Basketball: Leadership is a Sine Qua Non of Coaching Excellence



Coaches lead and teach leadership. There's no shortcut, no cookie cutter leadership course. Studies have never shown an ideal skillset or pathway. Leadership books fill libraries but each of us defines our leadership vision. 

We know authentic leadership when we see it. Every great coach excels at leadership. 

Ethical leadership translates into positive actions. Authentic leadership gets the buy in making David Cottrell's "the main thing is the main thing." The main thing informs values and elevates organizations (family, team, community, business, government). It takes little imagination to recite toppled dictators and messianic "leaders" - Hitler, Duvalier, Ceausescu, Jim Jones, David Koresh. 

Unethical leadership collapses under its own weight. As Lincoln said, "you can fool all of the people some of the time and some of the people all of the time, but you cannot fool all the people all of the time." 
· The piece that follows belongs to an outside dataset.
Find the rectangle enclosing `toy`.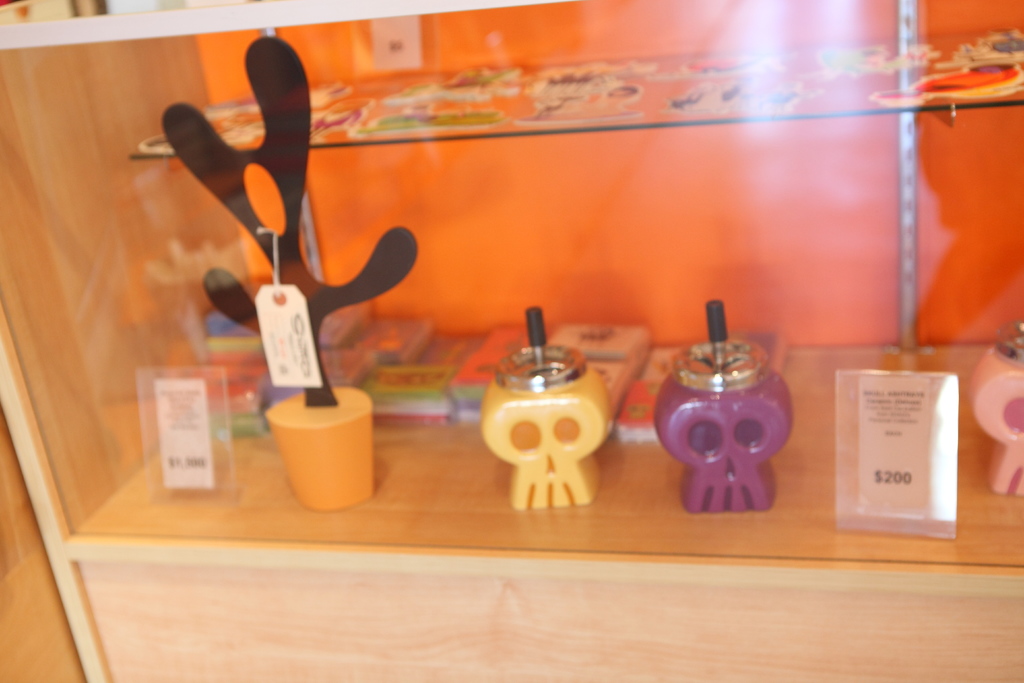
detection(159, 39, 415, 407).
Leaders have stories. They often overcame difficult circumstances. Son of Greek immigrants, P. Roy Vagelos grew up during the depression. After a research career in medicine, he became CEO of Merck. Merck developed and distributed freely a drug to treat River Blindness (Onchocerciasis) in Africa. Patients couldn't afford ivermectin but Vagelos made an unpopular (among shareholders) executive decision to give the drug away, extinguishing River Blindness as a public health problem for tens of millions of Africans. In the end, Merck's philanthropy also opened new markets (including Japan) that led to profits that dwarfed Merck's generosity. Doing the right thing led the company to be seen as doing business right. 

Leaders are consistent. Their private actions do not shame their public behavior. Leaders collaborate and balance extrinsic and intrinsic motivation. "Are we building a program or a statue?" 


Leaders make leaders. Leaders have a vision of both successful end state and intermediate stages. Followers adopt both the vision and the know how to fulfill the execution combining people, strategy, and operations. 



In Extreme Ownership, Jocko Willink shares the distributed leadership concepts of the Navy SEALs that make their operations so successful. 

Leaders work on themselves. Most of us have experienced working with excellent coaches and leaders. They led from the front, developing their craft in education, business, or sport through study and metacognition. "Metacognition is, put simply, thinking about one’s thinking.  More precisely, it refers to the processes used to plan, monitor, and assess one’s understanding and performance. Metacognition includes a critical awareness of a) one’s thinking and learning and b) oneself as a thinker and learner." Analyze our inventory of strengths and weaknesses and how we enhance our strengths and mitigate our weaknesses. 


Leaders are positive and optimistic. No great leader traffics in negativity and derision. Optimism drives experience and expectations. Optimism helps defeat fear and anxiety. Optimists perform better under pressure and live longer. Optimists focus on solutions not problems. 


Leaders derive strength and support from others. John Calipari has his Personal Board of Directors. Bill Belichick has Ernie Adams.** Nick Saban has Jimmy Sexton. Steve Kerr shares the importance of mentors. Bill Walsh had a love-hate relationship with Paul Brown. In Gridiron Genius, Mike Lombardi shares thirty years of experience working with Al Davis, Bill Walsh, and Bill Belichick. 




If we want to be better, invest time with better people, better learners, better teachers. 

There's no Holy Grail of leadership training. Earn leadership every day. 


Lagniappe: "Failure is an option." To move ahead, overcome failure.




Happy Father's Day! 


** I played baseball with Milt Holt in college.